Home

Google shall wither too

Gunar Gessner

Gunar Gessner

Aug 1, 2020

I've found myself an interesting problem space. Something that I can personally relate to. Something that I want to fix in the world. So what is sharecropping? It's like when the king would lend you a piece of land, which you and your family cultivated, and in return were allowed to keep a small percentage of its produce. There's an analogy to the digital age. Platforms like Medium keep most and often all of the revenue to themselves. We create the content with our sweat and toil, and we give it to these platforms for free, in exchange for what, likes and "followers"?

What are likes? Instant gratification. Social approval. Nothing to see here. What are followers? You could argue that's power. You get the power to reach a large number of people, influence their thinking, and possibly turn that influence into cash or favors. Now, remember Blogger? Remember Tumblr? What happened to all your followers from back then? You lost them. Platforms are like empires. They come and they go. We never know how long they will last. Another thing might have lost is your data. All those blog posts, with no easy export function.

So what is king? King is having the web traffic going through a domain you control. It's owning your data, but also controlling it. If you have users coming directly to your domain, you can place ads (if you'd like), you can add a call to action (which Medium forbids), and ultimately you can forward those visitors to another page, or another URL entirely. You have complete control over the platform you use to communicate with your audience. You own the platform. You are the platform.

I don't know about you, but I've had 4 email addresses in my lifetime. First one was from my local internet provider. Second was a yahoo one. Third one was my GMail one. And finally I own my domain name and the mail traffic going through it. Given, when I had my first and second addresses, I didn't have any businesses to take care of. So losing those contacts was not a big deal. But right now I am transitioning from GMail to my custom domain, and I'll tell you, IT'S HARD. Empires come and go—Google shall go too. I still use GMail because it pretty much rocks, but I have email forwarding set up. @gunargessner.com -> @gmail.com. I own the domain. I own the mail traffic. I can forward these mails anywhere. If I want to start using Protonmail, I can simply forward emails there. I own the platform. I am the platform.

So that gives us two platforms we can own. Web traffic and mail traffic. Of all the technically-able people in the world, a certain percentage of them have awareness of the problem (like me or Mark Shust). So that's the first problem. Creating awareness. There are people who know how to set up the most amazing event-based architecture on AWS, but haven't yet fully appreciated the value of owning the platform. Being the platform. And I'd tell you that I'd even consider myself guilty of relying on Twitter too much. (Once I was close to 600 followers I started counting each follow and unfollow and I'll tell you, that's more addicting than rewarding).

This one guy sent me to blockchain-land. Because "that's how we're going to own our data." But here's the thing, that is the furthest away possible from what I want to accomplish. I want to help non-technical people to own their data and their platform, and blockchain has the perennial problem of having terrible user experience. There are benefits to be had today, mainly by hosting your content under your domain name. I don't want to single handedly disrupt the market. I don't want to create the future. I just want the future to be more evenly distributed.

Ghost.org seems to do a pretty good job at this, as long as you close your eyes to two points. Firstly, it doesn't help you in owning your data. Let me explain. Yes, it's easy to export the JSON with all your blog posts. But to the layman, non-technical person, JSON is meaningless. It's an unformatted file that "doesn't even have headings! Or folders or files! Where's my data?" Secondly, you still need to register the domain yourself, and do this "DNS thing about pointing something at some numbers" yourself.

So I'm thinking, is there perhaps space for a product with an even better user experience? I'm thinking something like this. 1) Similar to Ghost.org but would register the domain for you (and sets up DNS etc). 2) Similar to Ghost.org but with continuous sync of your posts into your Google Drive as GDocs files—GDocs should be something that feels "solid" to everyone, right? 3) Similar to Ghost but create email forwarding for you à la anonaddy.com.

A platform like this would give you control over your platform (web and email) and over your data. A platform like this should, in theory, be easy to use by pretty much any internet user. A platform like this would help the layman escape digital sharecropping.

Now, is that something that enough laymen would value, in order to create a business around it? Do they value having control over the platform? Do they value having control over their data? Only the former? Only the latter? Both? To be continued.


- [PROBLEM DESCRIPTION]:
When you reproduce these records, keep every word exactly and drop the images.
========================================
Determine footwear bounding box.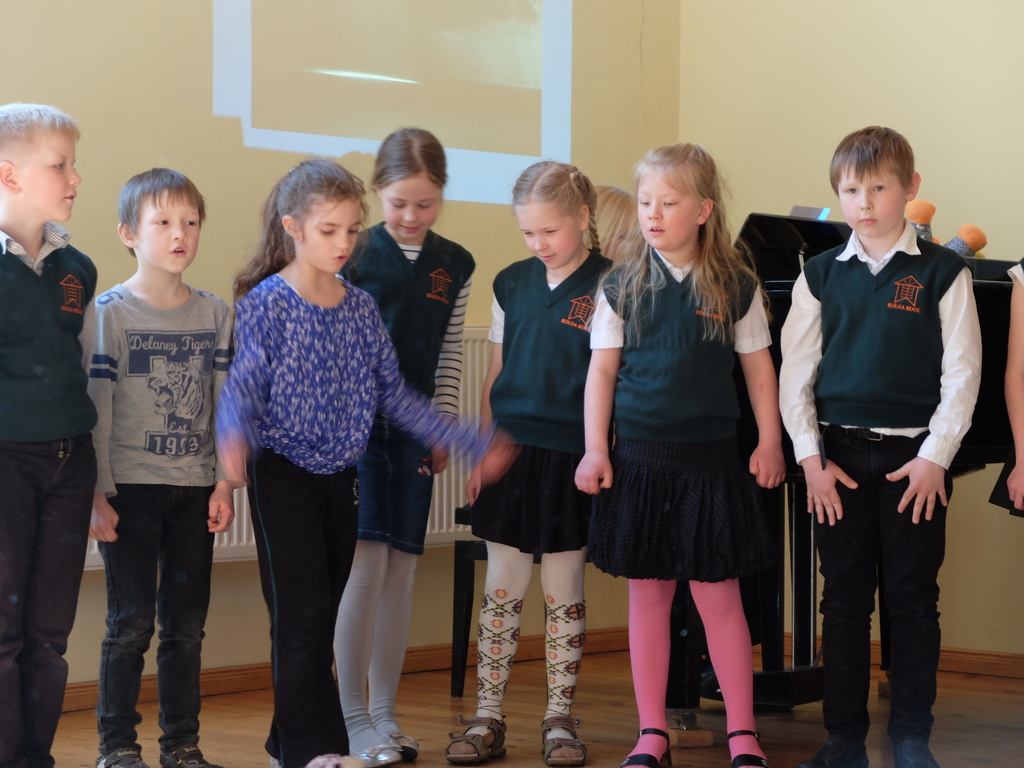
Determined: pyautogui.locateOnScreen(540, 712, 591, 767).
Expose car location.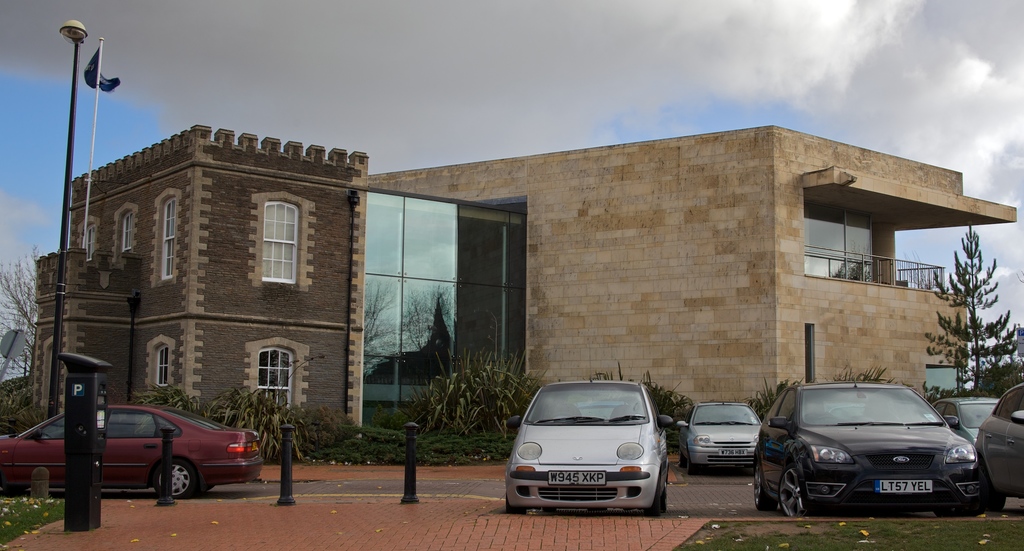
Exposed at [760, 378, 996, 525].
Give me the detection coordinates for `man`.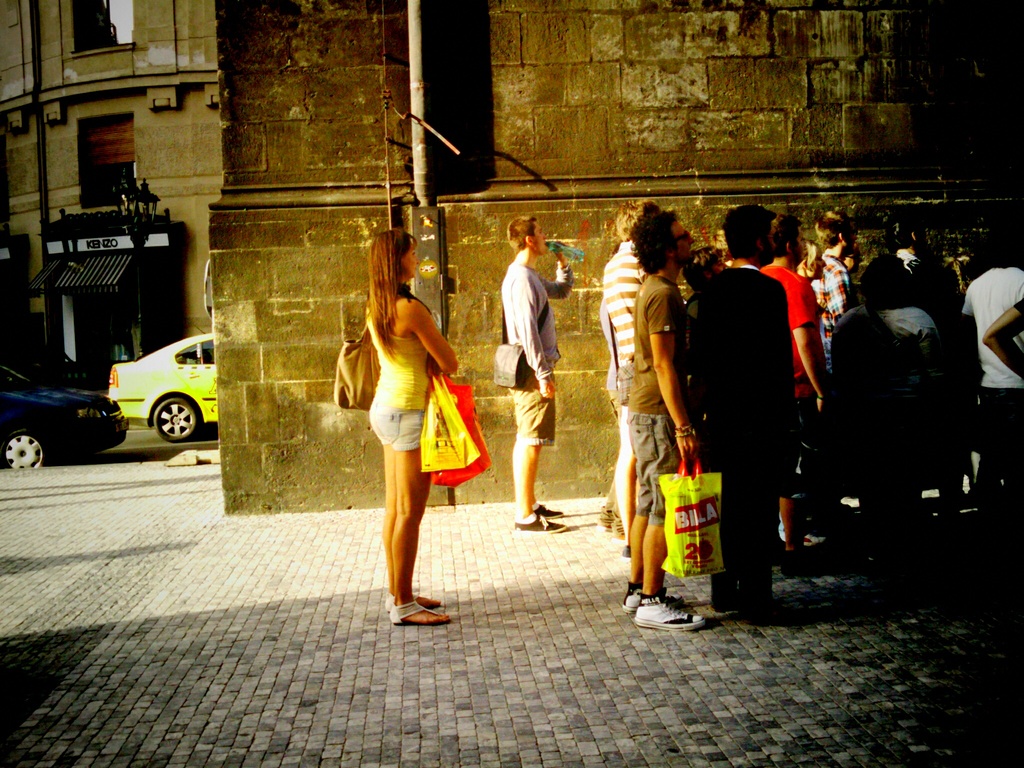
========================================
- [PROBLEM SOLUTION]:
Determine footwear bounding box.
Determined: pyautogui.locateOnScreen(540, 712, 591, 767).
Expose car location.
Exposed at [760, 378, 996, 525].
Give me the detection coordinates for `man`.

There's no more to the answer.